Simranjit Singh is a second-generation American farmer, but his agricultural roots go back 900 years.
Before his father moved to California from India in 1991, before India gained independence from Britain in 1947, before his Sikh culture took root in 1469, the civilizations of Northern India worked various agricultural lands. Singh, 28, is part that unbroken lineage.
On a secluded 100-acre farm in the San Joaquin Valley of California, he and his father tend the family’s raisin and almond orchards, determined to keep their heritage vital.
“Whatever is passed to me from my father is so valuable that I would be a fool to throw it away,” he said. “Farming will always be at the core of who I am.”

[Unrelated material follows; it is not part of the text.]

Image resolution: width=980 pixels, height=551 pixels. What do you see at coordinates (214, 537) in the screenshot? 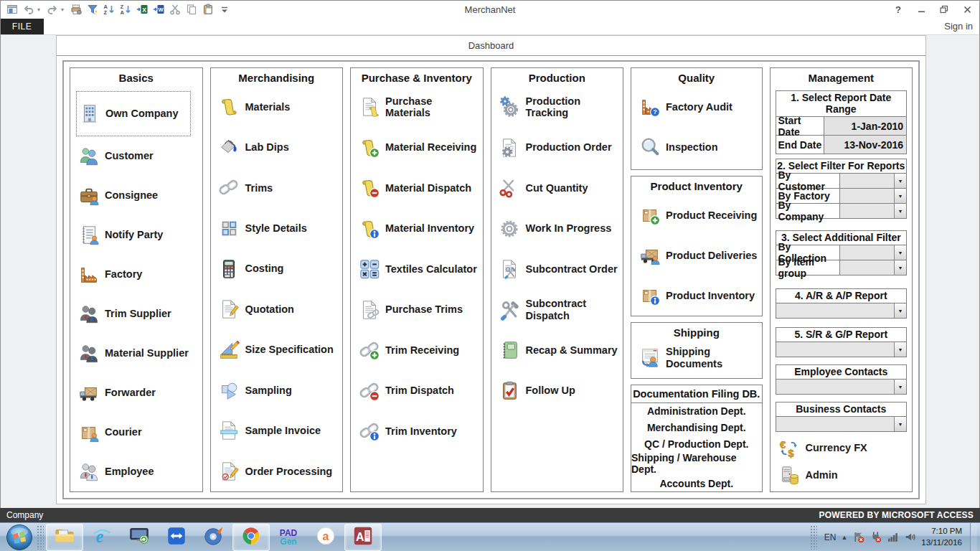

Over the past century, ethnic diasporas from all over the world have labored in these fields, as people from Armenia, Mexico, Southeast Asia, China and many other places have built lives and families rooted in central California’s fertile soil. It’s a place whose economy and lifeblood are defined by the land and the people who work it. Punjabi Sikhs are among the most recent migrants to try their luck.
The Sran farm, where Singh works with his father, Sarbjit Sran, is a full-time business with just the two men running most day-to-day operations. Singh’s mother, Jaswinder Sran, 55, sometimes joins them in the fields. Only during the late-summer harvest does the family hire contract laborers to reap the ripened crops.